The four hidden costs

When your customer experience isn't designed, you pay in ways that don't show up as line items. These costs are real, but they're buried in what looks like normal operations.

1

The cost of heroics

When work isn't designed, execution depends on individuals who know how to make things happen despite the system. These heroes are expensive—and when they leave, they take their knowledge with them.

Signs you're paying this cost:

  • Certain people are "the only ones who know how this works"
  • Vacation coverage is a crisis
  • New hires take months to become productive
  • Turnover in key roles causes operational chaos
2

The cost of rework

Work that starts before it's ready fails downstream. Work that's "done" but not actually done comes back. Without clear definitions of ready and done, you're paying for the same work multiple times.

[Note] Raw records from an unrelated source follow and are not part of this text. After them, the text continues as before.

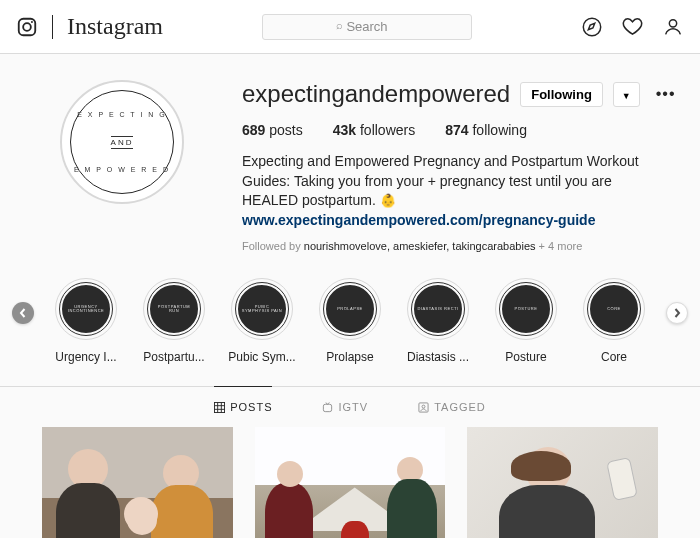 The width and height of the screenshot is (700, 538). Describe the element at coordinates (350, 27) in the screenshot. I see `top-nav: Instagram ⌕` at that location.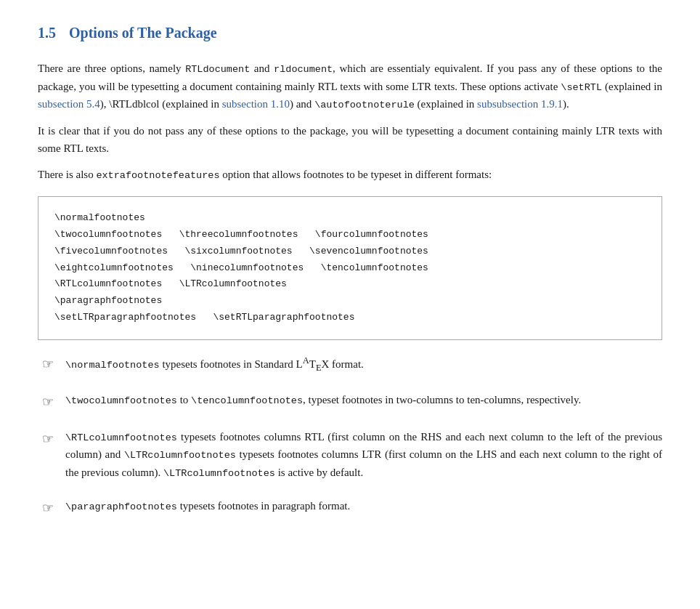  I want to click on code-autofootnoterule: \autofootnoterule, so click(365, 105).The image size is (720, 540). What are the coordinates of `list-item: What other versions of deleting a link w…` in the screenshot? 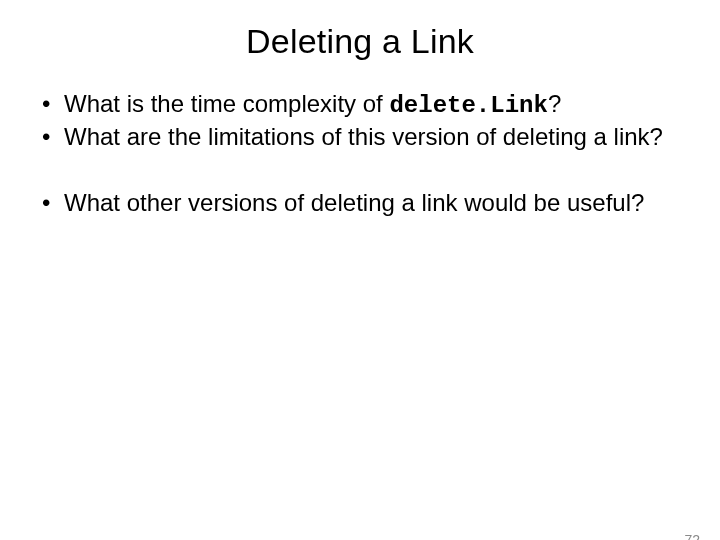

Signs you're paying this cost:

  • Projects routinely get "reopened" after completion
  • Teams spend time clarifying what they thought was already clear
  • Quality problems are caught late in the process
  • "Just one more thing" is a recurring phrase
3

The cost of waiting

Work sits between steps, between teams, between decisions. Every hour of wait time is an hour your customer isn't getting value—and an hour they might choose a competitor instead.

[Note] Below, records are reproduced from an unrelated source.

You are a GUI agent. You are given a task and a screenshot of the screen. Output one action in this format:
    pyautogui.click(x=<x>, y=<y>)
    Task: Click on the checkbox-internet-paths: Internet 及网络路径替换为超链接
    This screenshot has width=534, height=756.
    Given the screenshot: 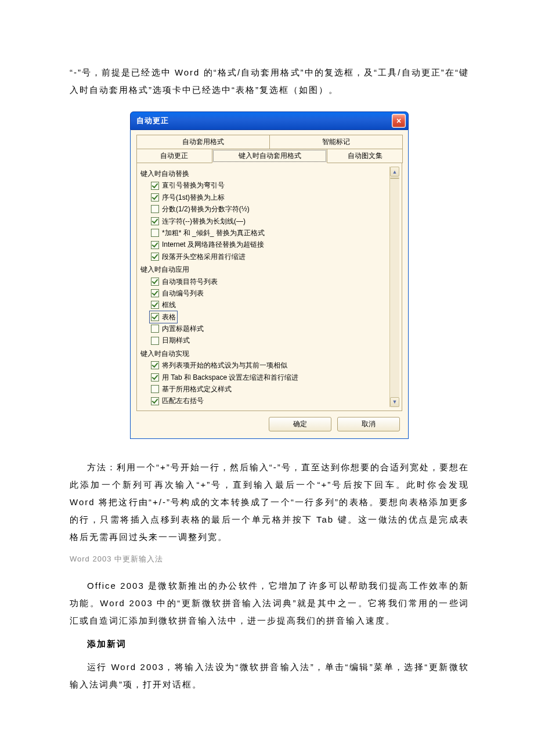 What is the action you would take?
    pyautogui.click(x=270, y=244)
     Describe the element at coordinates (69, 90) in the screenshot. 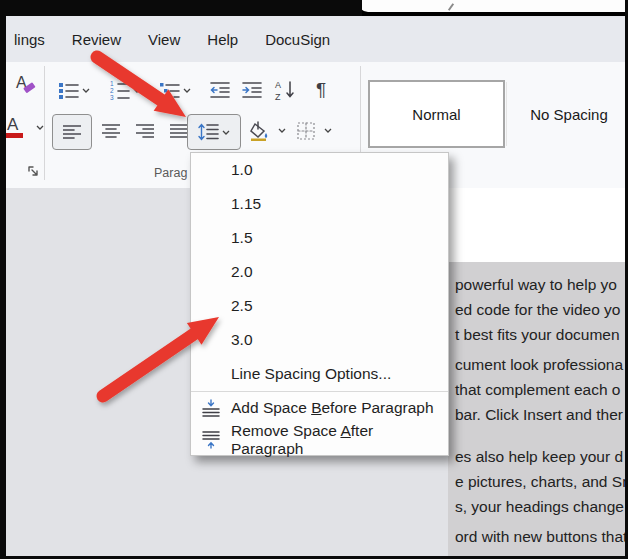

I see `bullets-icon` at that location.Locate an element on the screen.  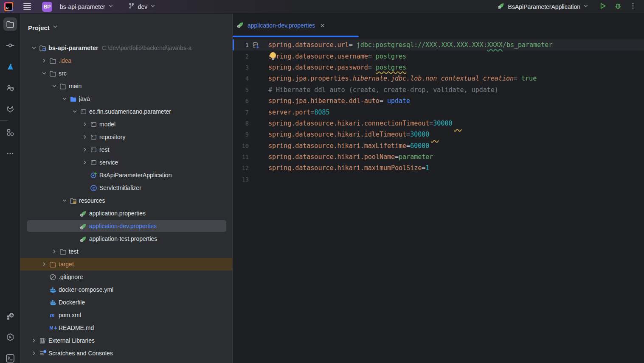
code-token: spring.jpa.hibernate.ddl-auto is located at coordinates (324, 101).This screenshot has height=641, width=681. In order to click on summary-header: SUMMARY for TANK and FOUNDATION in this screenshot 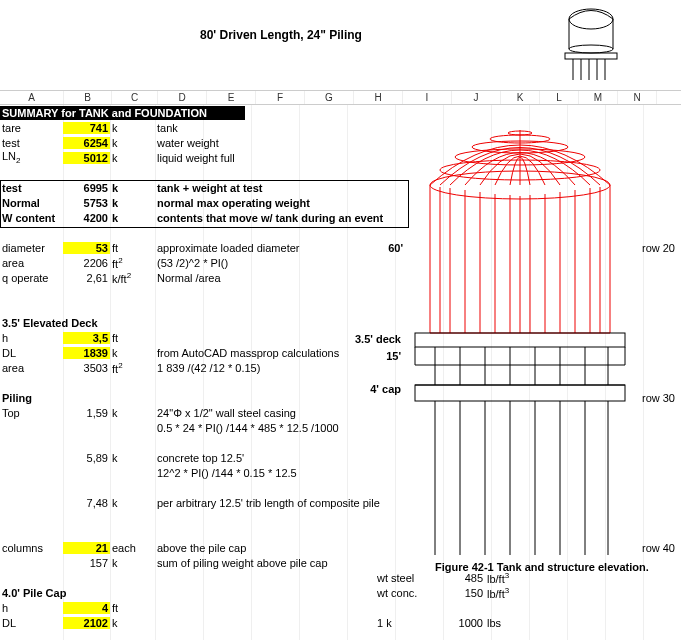, I will do `click(122, 113)`.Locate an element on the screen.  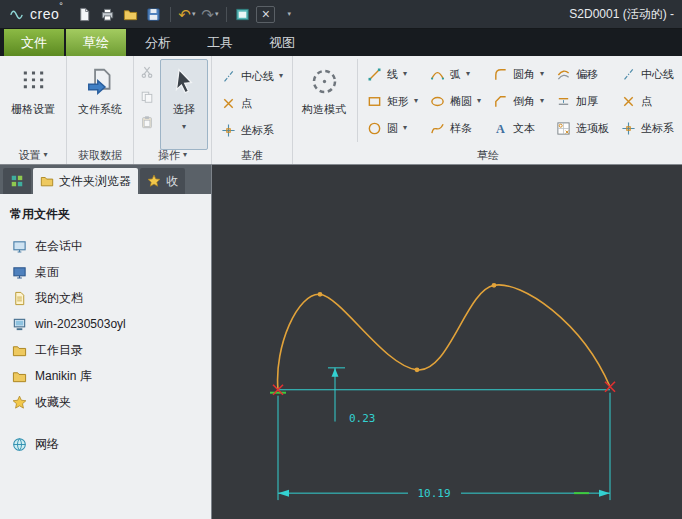
copy-button is located at coordinates (147, 97). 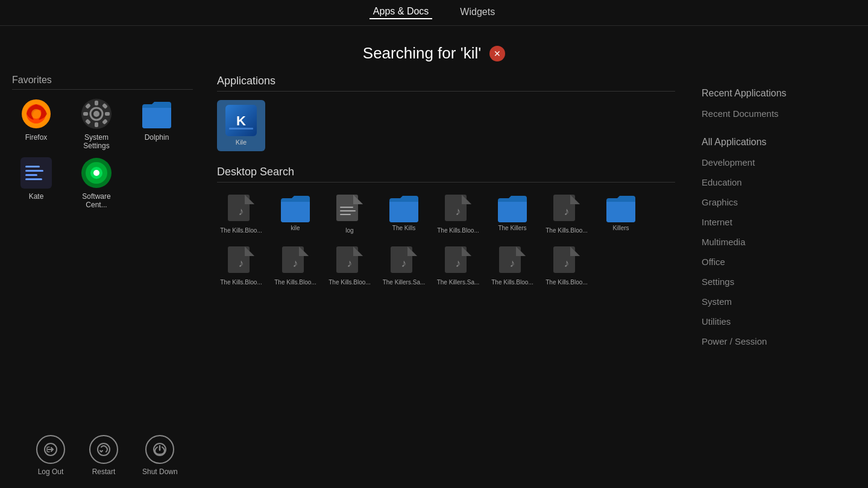 What do you see at coordinates (446, 125) in the screenshot?
I see `applications-grid: K Kile` at bounding box center [446, 125].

Signs you're paying this cost:

  • Cycle times are measured in weeks when they should be days
  • Work sits in queues while people are "too busy"
  • Customers ask "what's the status?" regularly
  • Handoffs between teams create delays nobody owns
4

The cost of over-governance

When work isn't designed, governance gets added everywhere—because nobody trusts the system. Approvals pile up. Check-ins multiply. Control becomes the goal instead of outcomes.

Signs you're paying this cost:

  • Multiple approvals required for routine decisions
  • Meetings exist primarily to "stay aligned"
  • People feel like they need permission for everything
  • Control adds time without adding value

The alternative

Customer Experience Design addresses all four hidden costs by making work explicit:

"The issue isn't that you're spending too much. It's that you're spending on the wrong things—and you can't see it because it looks like normal operations."

Ready to see what you're really paying?

Customer Experience Design makes the hidden visible—so you can stop paying for accidental operations.